New Google Review Policies: What Changed and What Businesses Need to Know


Google quietly updated its Maps User Contributed Content Policy in early October 2025, tightening rules around reviews in ways that directly impact how small businesses manage their online reputation. Several changes flew under the radar, so here is a clear breakdown of what shifted and what it means for your business.

The Key Changes

Stricter Enforcement Against Incentivized Reviews

Google has always prohibited businesses from offering incentives in exchange for reviews, but enforcement has historically been inconsistent. The updated policy makes the language more explicit and signals increased automated detection of incentivized review patterns.

Specifically, Google now flags patterns where multiple reviews are posted within a short time window from the same geographic area — a common signature of “review drives” where businesses offer discounts or giveaways in exchange for on-the-spot reviews.

If you have been offering discounts, contest entries, or freebies in exchange for Google reviews, stop immediately. Google's detection capabilities have improved significantly, and the penalty is not just removal of those reviews — it can be a suppression of your entire review profile for weeks.

Review Gating Is Now Explicitly Prohibited

Review gating — the practice of pre-screening customers and only directing happy ones to leave a Google review — has been against Google’s guidelines for years. The October update adds specific language prohibiting software tools and services that facilitate gating, not just the practice itself.

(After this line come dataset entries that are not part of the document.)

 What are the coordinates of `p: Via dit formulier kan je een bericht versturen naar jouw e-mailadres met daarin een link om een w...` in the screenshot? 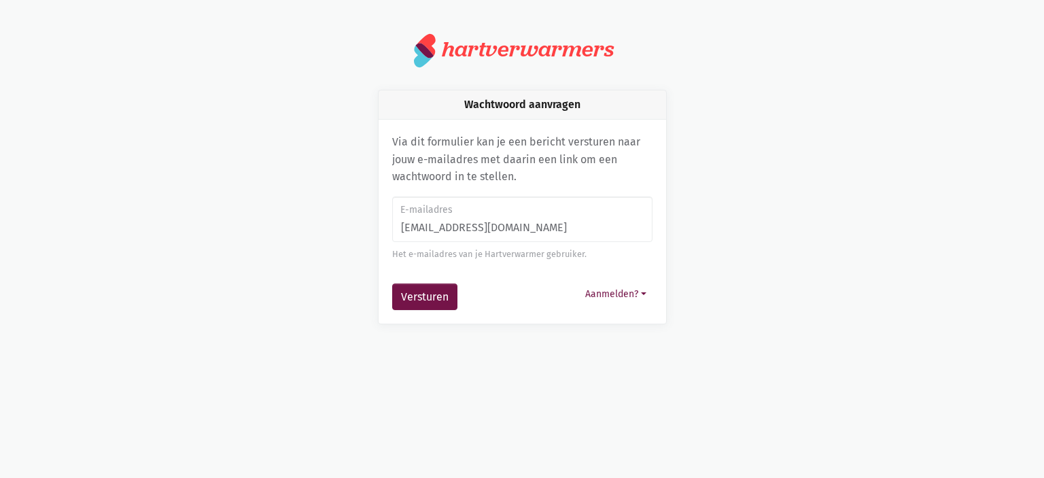 It's located at (522, 159).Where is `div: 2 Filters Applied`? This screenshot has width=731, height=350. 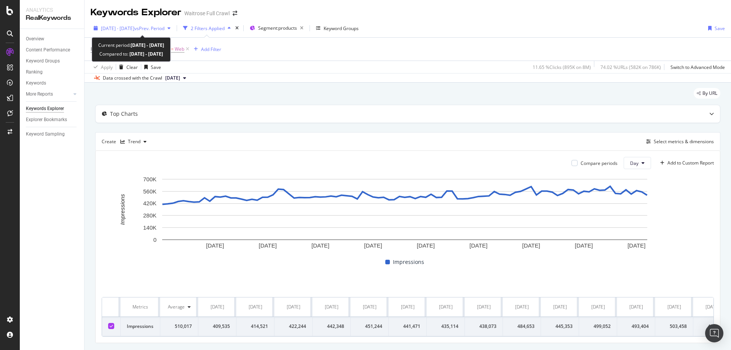 div: 2 Filters Applied is located at coordinates (207, 28).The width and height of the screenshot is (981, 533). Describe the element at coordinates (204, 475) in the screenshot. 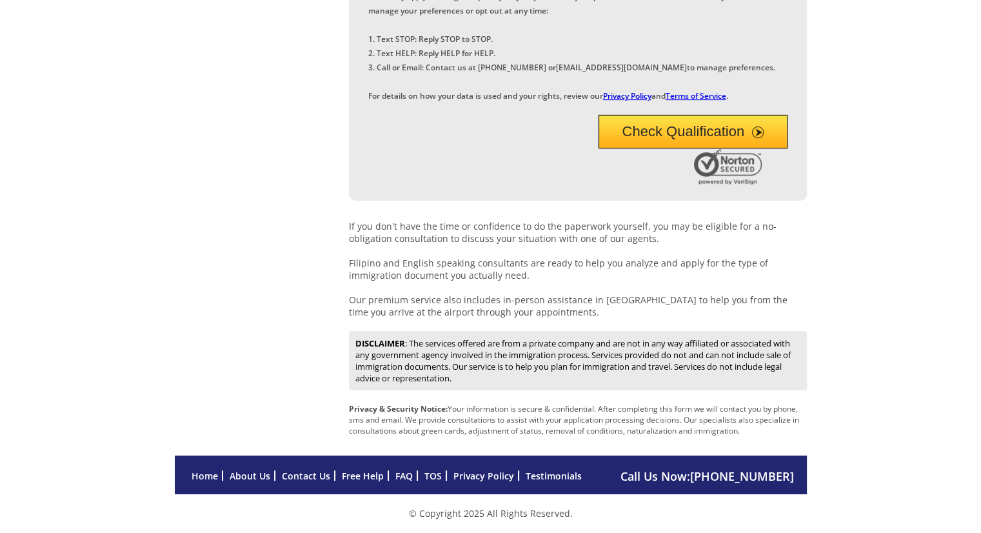

I see `a: Home` at that location.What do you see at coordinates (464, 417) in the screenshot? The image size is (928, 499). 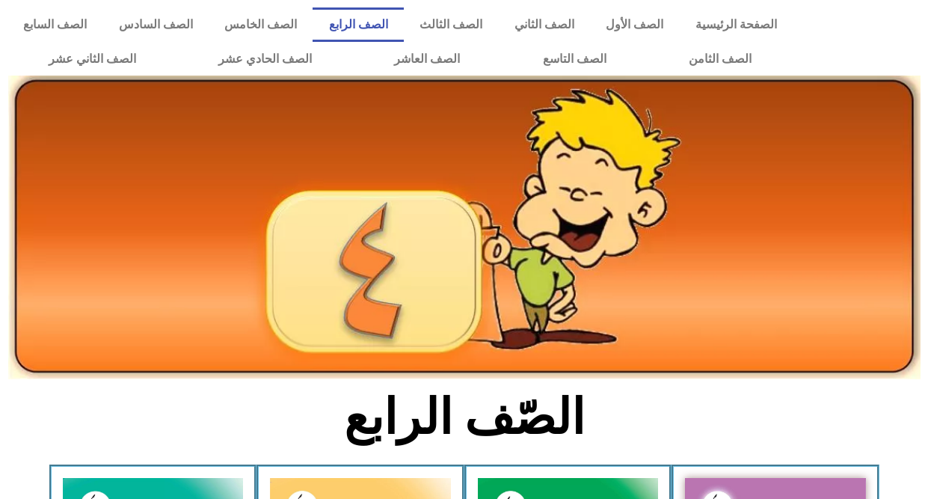 I see `h2: الصّف الرابع` at bounding box center [464, 417].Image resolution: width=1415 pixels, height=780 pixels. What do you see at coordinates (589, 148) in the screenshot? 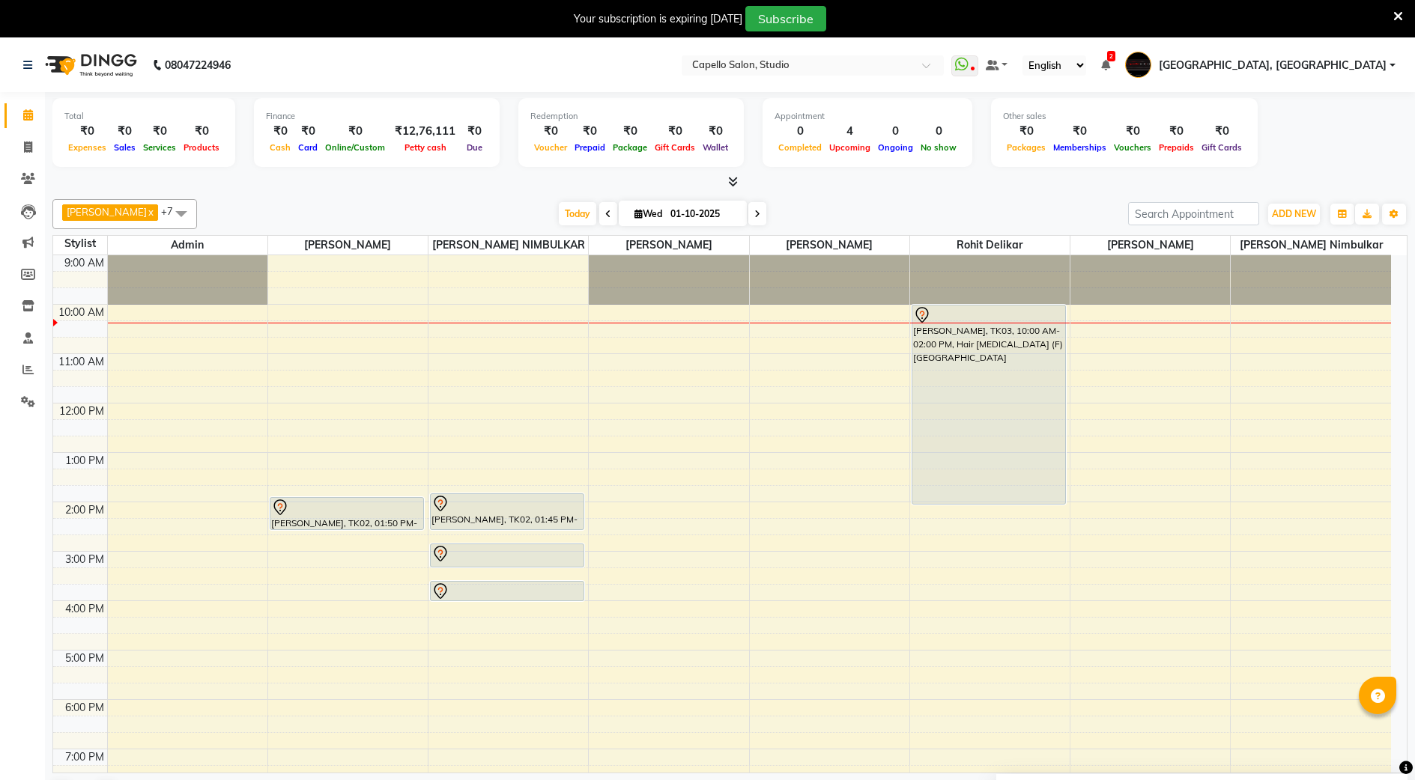
I see `span: Prepaid` at bounding box center [589, 148].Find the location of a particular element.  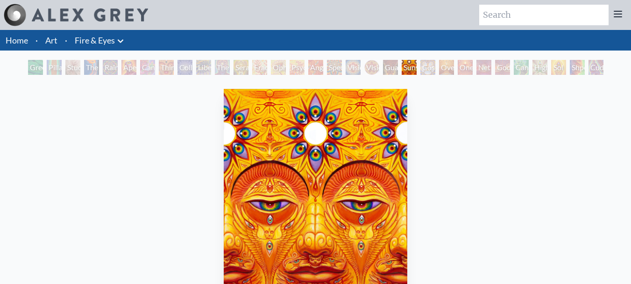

This is significant because many reputation management platforms still offer gating features. If your review management tool asks customers to rate their experience first and only sends satisfied customers to Google, you are using a gating tool, and Google is now targeting the tools themselves.

Expanded Definition of Fake Reviews

The updated policy broadens what counts as a “fake” review to include:

  • Reviews by employees who do not disclose their affiliation
  • Reviews from business owners’ personal accounts about their own business
  • Reviews posted as part of an organized campaign even if the reviewers are real customers
  • AI-generated review content, regardless of whether the sentiment is genuine

What This Means for Your Business

Ask for reviews — but do it the right way. You can still ask every customer for a review. What you cannot do is selectively ask only happy customers, offer anything in return, or use tools that filter who gets asked based on their sentiment.

Audit your review management tools. If you use any software for review solicitation, verify that it sends review requests to all customers equally, without any pre-screening or sentiment filtering step. If it includes a gating feature, turn it off or switch tools.

Train your staff. Make sure employees understand that they should not be leaving reviews for your business, and that they should not be asking customers to leave reviews in exchange for anything — even something as small as a free drink or a discount code.

Responding to Reviews Still Matters

None of these changes affect review responses. You should still respond to every review promptly and professionally. Businesses that actively respond to reviews continue to rank higher in local search and build more trust with potential customers.

A good CRM system like SMBcrm can help you track when new reviews come in and set reminders to respond, ensuring no review goes unanswered.

The Big Picture

Google is making it harder to game the review system and easier for legitimate businesses to benefit from honest feedback. If your review strategy is built on genuine customer experiences and consistent follow-up, these changes work in your favor. If it has relied on shortcuts, now is the time to course-correct before enforcement catches up.